When they finally reached the interstate without incident, Caroline broached the idea of sticking to the back roads, just to add some insurance. Impatient as he was to reach the coast, Ross Ed reluctantly conceded the efficacy of her suggestion (though he didn’t phrase it quite that way … as he readily conceded, she was the smart one).
Passing through Holbrook, they disdained the interstate in favor of State Route 77 north.
“We can swing west through the Navajo-Hopi reservation.” With little traffic and a straight road ahead Caroline was able to relax behind the wheel. Outside, the last pines had given way to spacious vistas of ruddy sandstone and distant mountains. “There’s nothing up here but tiny towns and local police. We’ll take two-eighty-four over to one-sixty and swing down by the Canyon. That way we can lose ourselves in the tourist traffic and not have to take 1-40 until we’re well past Flagstaff. If they were going to establish a checkpoint on the interstate, that’s where it would be: this side of Flag or the other. Either way we’ll bypass it.” She looked over at him.
“It’s either that or keep heading north.”
“here ain’t no ocean in Utah.”
“I know.” Reaching over, she placed her right hand on his left. “Salt Lake City’s a long way from San Diego.”

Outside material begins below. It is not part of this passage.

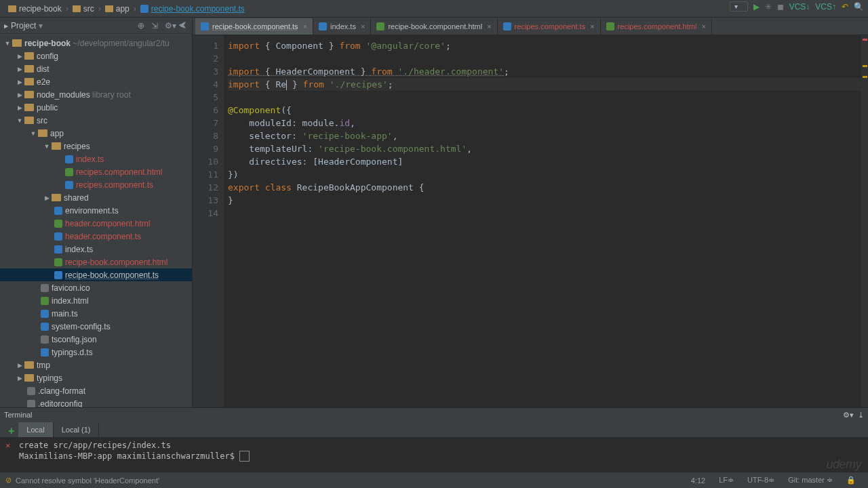 The width and height of the screenshot is (868, 488). I want to click on error-stripe, so click(865, 221).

Reacting to the van’s approach, a cottontail leaped off the road and into a culvert. Red-tailed and Swainson’s hawks patrolled the pavement in search of fresh roadkill.
“This country makes west Texas look lush,” he observed.
“Pretty, though.” Raising her hand, she pointed to her right. “The Painted Desert is off that way somewhere.”
As they drove they were confronted by a living history of the American pickup truck, either hurrying in the opposite direction or speeding up to pass them from behind. From time to time isolated homes and house trailers poked satellite dishes above the rugged hills, spying on ESPN. CNN, HBO, and their fellow entertainment acronyms from sites in gullies, washes, and miniature plateaus. Many of the new homes were partnered with a stumpy hogan, their entrances facing the rising sun in the traditional manner.
The deeper they traveled into the reservation, the more isolated they felt. For the first time since he’d fled El Paso, Ross Ed began to feel at ease. This was one place where he didn’t expect the army to come looking for him. With luck, the military’s neatly dressed, excessively polite representatives would be hunting for him in the vicinity of Tucson, hundreds of miles to the south.